Despite the PRI being out of power for the last 12 years, evidence of their links to the drug trade have continued to emerge. As noted by the LA Times and InSight Crime, one example is an ongoing investigation, launched in January, into three successive PRI governors in the turbulent border state of Tamaulipas. The federal government also sought to charge Jorge Hank Rhon -- the wealthy former mayor of Tijuana, son of one of the PRI’s most important figures of the 20th century, and a man long linked to drug trafficking -- on weapons charges. The case fell apart, however, due to allegations that the arresting troops manipulated evidence.
This history of drug ties has long been a major plank of the PAN’s attacks on the PRI, and the current campaign is not likely to be any different. When responding to criticisms of the spike in violence, the PAN's Calderon has frequently blamed the PRI’s years of corruption for making an aggressive strategy necessary today, pinning responsibility for the violence on his political adversaries. The PRI’s opponents also whisper about the possibility of a President Peña Nieto negotiating a pact with drug gangs that would trade impunity for less bloodshed, thus erasing whatever progress has been made to weaken the business.

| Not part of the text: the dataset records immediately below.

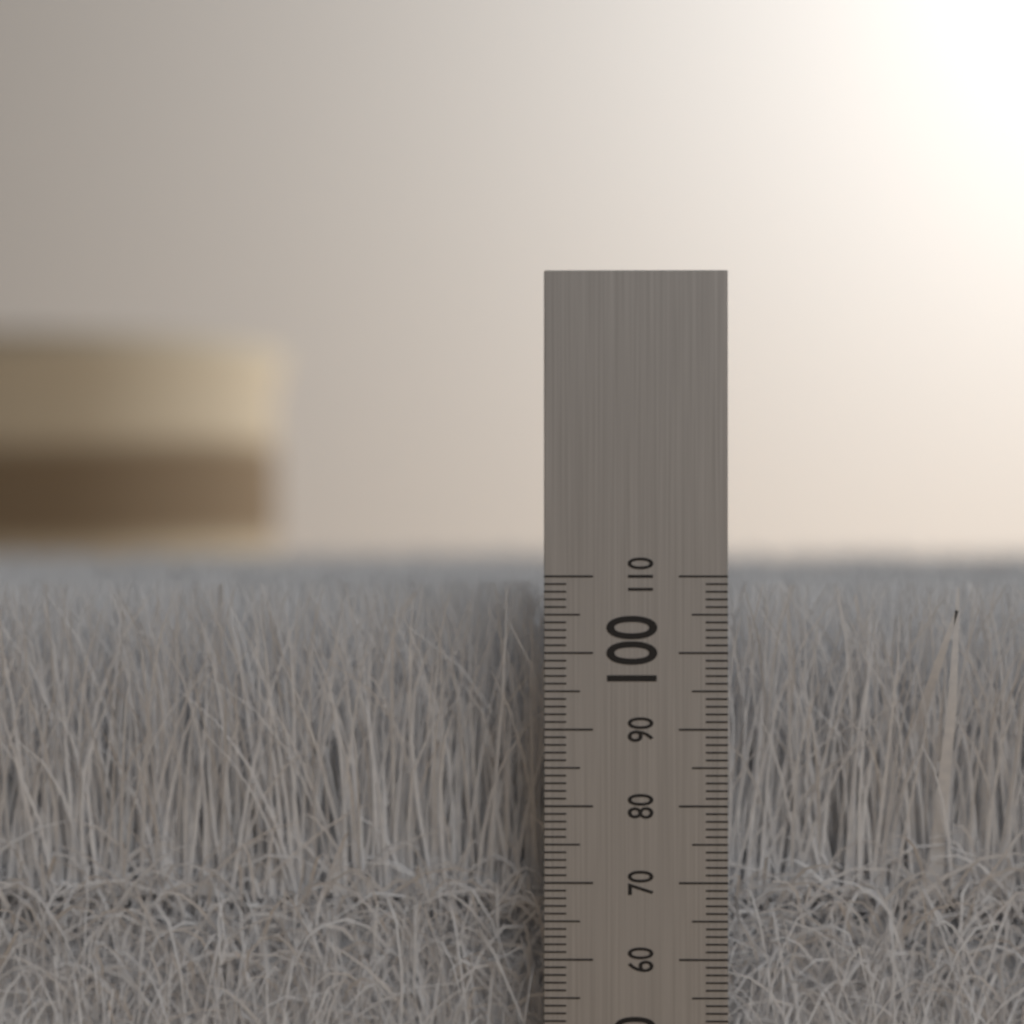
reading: 109 mm
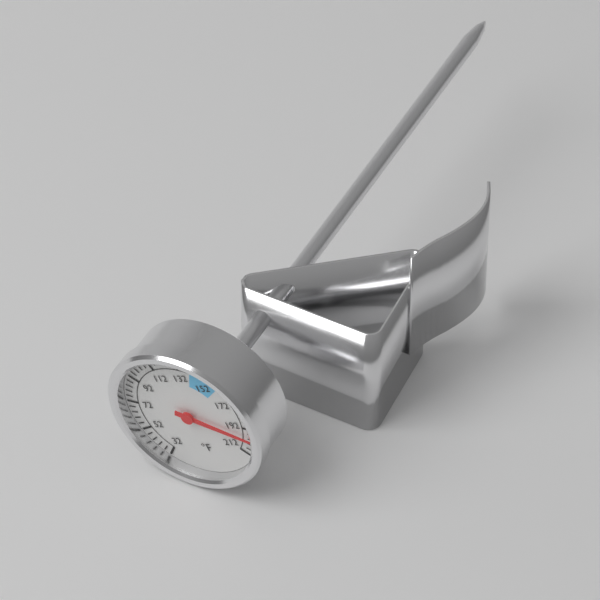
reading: 200 °F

Yet it is not clear that Vazquez Mota will be able to benefit from the PRI's dubious history. Many voters see the investigations of PRI officials as politically motivated, with the election just around the corner. Furthermore, while the public cares deeply about the issue and wide majorities support a robust anti-crime policy, Calderon’s approach has become synonymous with surging levels of crime, and many polls suggest a lack of confidence in the government’s ability to keep the country under control.
The nation is far more concerned by the current violence than by 20- and 30-year-old links between PRI governments and criminal networks, and so the incumbent party seems to have more to lose when the issue is discussed. Many of those voting on July 1 will have no memory of, for instance, allegations that 1980s-era Defense Secretary Juan Arevalo Gardoqui trafficked cocaine, but everyone knows that violence has grown worse under Calderon.
It is telling that the third major candidate, Andres Manuel Lopez Obrador, who represents a coalition of leftist parties, has earned more headlines for criticizing Calderon on security than for reminding voters of the PRI’s past corruption, despite the PRI candidate running in first place.
Furthermore, Peña Nieto has sought to distance himself from his party’s past in a number of ways. He has repeatedly rejected any talk of a pact with organized crime, and has made a series of appearances in the US in which he essentially promised a continuation of Calderon's direct combat of organized crime. Peña Nieto’s outline of his criminal strategy, published in the Financial Times more than a year ago, resembles Calderon’s in many respects.
While it’s easy to chalk up Peña Nieto’s reassurances to political expediency, there are a number of other reasons why building a government-wide narco-pact would be unfeasible, even if he were interested in doing so. One is that the press is far more combative than it was a generation ago, and explicit government agreements with the gangs are much more likely to result in embarrassing scandals than they were during the PRI’s heyday. The smuggling industry has also grown far more fractured, to the point that maintaining an industry-wide pact to avoid violence would be extremely difficult.
It is also unclear what impact a PRI government intent on working with the gangs rather than combating them would have on the violence in Mexico. It could be that recent improvements in public security are set to increase dramatically and spread across the nation, for reasons largely independent of government policy. It’s also possible that the recent good news is merely a blip and that a further descent is inevitable, regardless of the next president’s stance.
Despite the correlation between Calderon’s aggressive stance and the recent wave of violence, the link between presidential policies and criminal violence is far from clear-cut. Voters and policymakers are left with little reliable sense of how to achieve their desired objective: a safer Mexico.